The Hull Moving Average
There are many, many kinds of moving averages out there. All of them suffer from one kind of weakness or another, much like any sort of parameter does. The Weighted Moving Average and the Exponential Moving Average both try to address lag in the Simple Moving Average by placing emphasis in the calculation in the more recent minutes. I recommend going to Investopedia for calculations of the basic set of technical indicators. For the readers sake with regards to moving averages, an SMA is simply plotted as the average of the past 'n' periods. (usually the closing prices of said periods) General interpretations involve a faster (smaller 'n') MA crossing over a slower MA to indicate a trend. I prefer price action relative to the usual set of MA's, myself, rather than MA's relative to each other.
Capitalism
A new year is upon us, and with it a new President and many, many new questions for the average investor to ask him or herself or their local MP or Congressman. There are many people out there, politicians not the least of them, that point to the present financial crisis and recession and cry “see THIS is proof that capitalism is the wrong way to go.” I say that's a silly thing to use as evidence.
Technicals Lobotomized
The volatility is at a record high, and for active traders, that can either be very good or very bad. Of course, for active traders, direction of the markets doesn't matter all that much because you can short stocks, currencies, ETFs, and also exercise calls and puts on options and so on. (actually the calls and puts part is a whole other can of worms altogether because they can be in the money one day, and out the next, thanks to the huge swings) Anyway, what makes the present market situation either very good or very bad what makes volatility such a double-edged sword – it'll make some systems brilliant and others useless. Sometimes technicals and their parameters seem to be the crystal ball everyone wants, and others that worked last week got shaken to bits. (lingo: shaken in and out of positions because of false or too-late signals) And there's no way of knowing ahead of time what parameters will suit the market conditions ahead of time, or what types of technical studies. There, as they say, lies the rub.
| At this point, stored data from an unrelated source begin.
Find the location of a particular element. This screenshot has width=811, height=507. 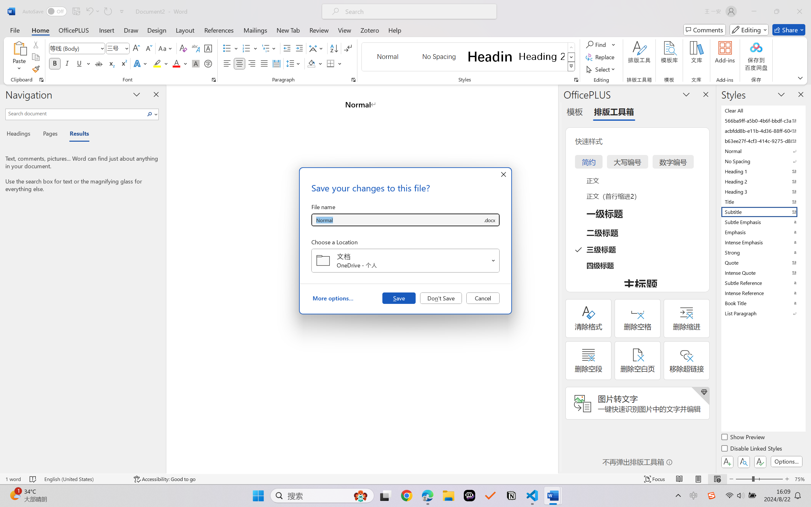

Title is located at coordinates (763, 201).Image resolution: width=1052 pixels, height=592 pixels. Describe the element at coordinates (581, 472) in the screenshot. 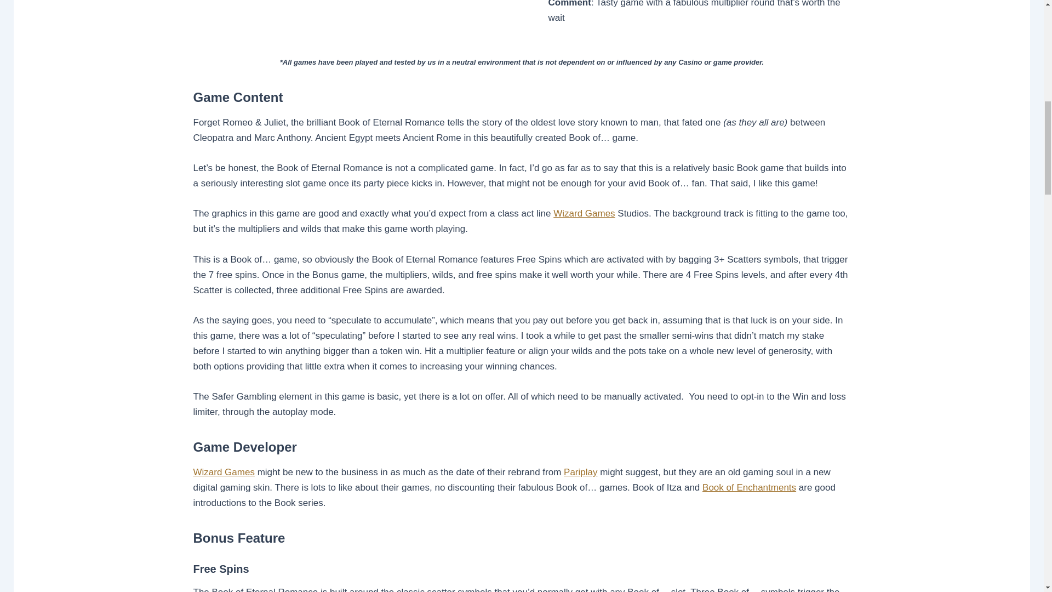

I see `Pariplay` at that location.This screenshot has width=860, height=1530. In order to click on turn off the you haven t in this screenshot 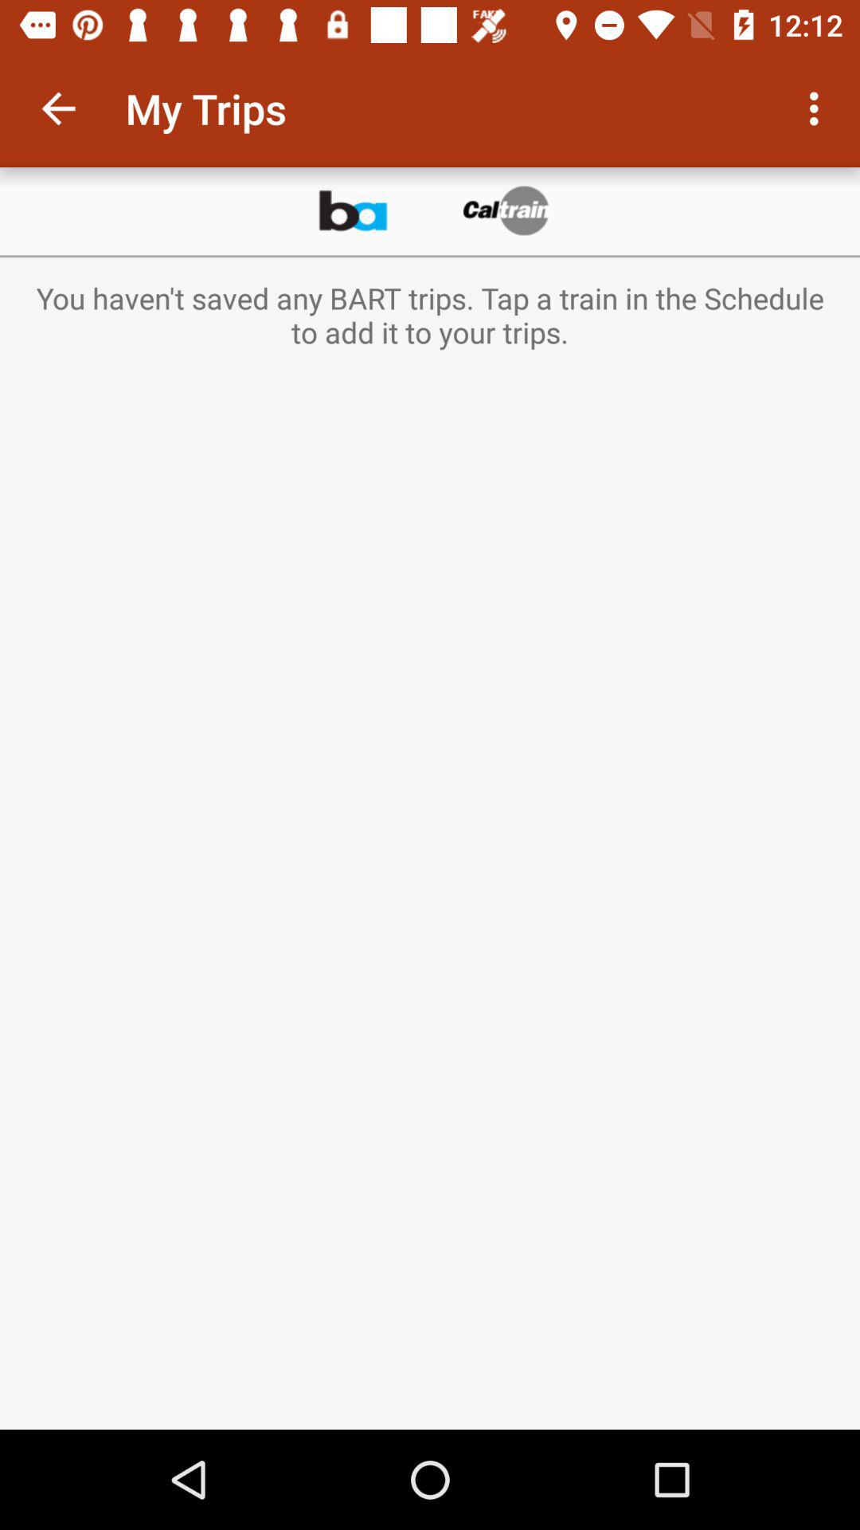, I will do `click(430, 315)`. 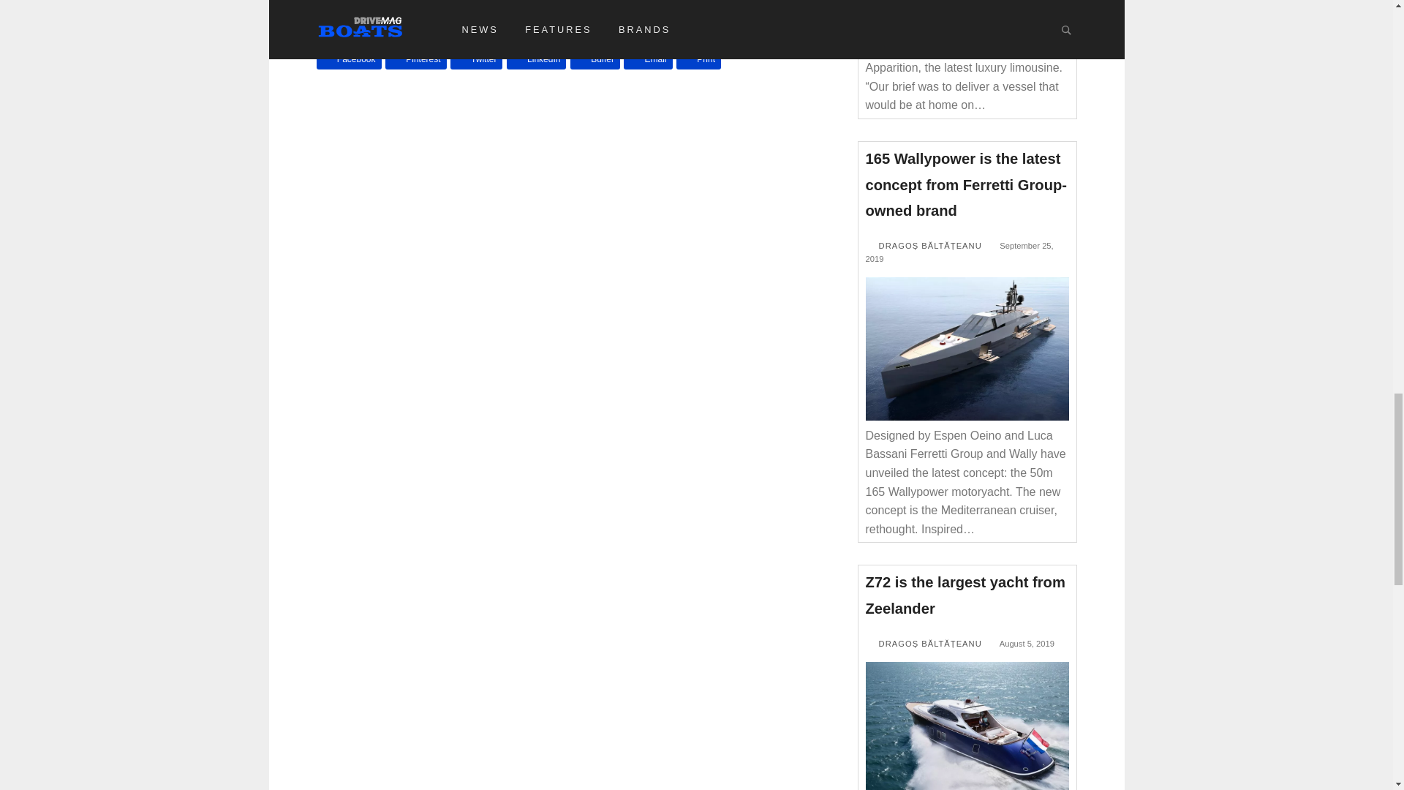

Dow Holds - Almost - Following FOMC
Well shut my mouth. The market did tank right after the FOMC announcement, (took them long enough to get it out today) but from positive territory, and bounced back out of negative where it remained at a modest gain until the coolest double top ever formed and in the last ten minutes the markets became negative. What a ride!
Trade School: Using The Mugpunter - When It's Too Good To Be True
For those of you that don't know, a mugpunters would be referring to any little-guy market participants, who get fooled en mass to the benefit of someone bigger and smarter. Ever seen the market drop right before it took off? Attracting sellers, baby.
Picking Market Bottoms
“Bottoms are a lot better to watch than try to catch.” - I believe that was the lovely Becky Quick of CNBC that said that. I might have the exact wording wrong and welcome a correction. Anyway, a stock market bottom seems to be all anyone really wants to talk about. Today's lesson: picking a market turnaround on a candlestick chart.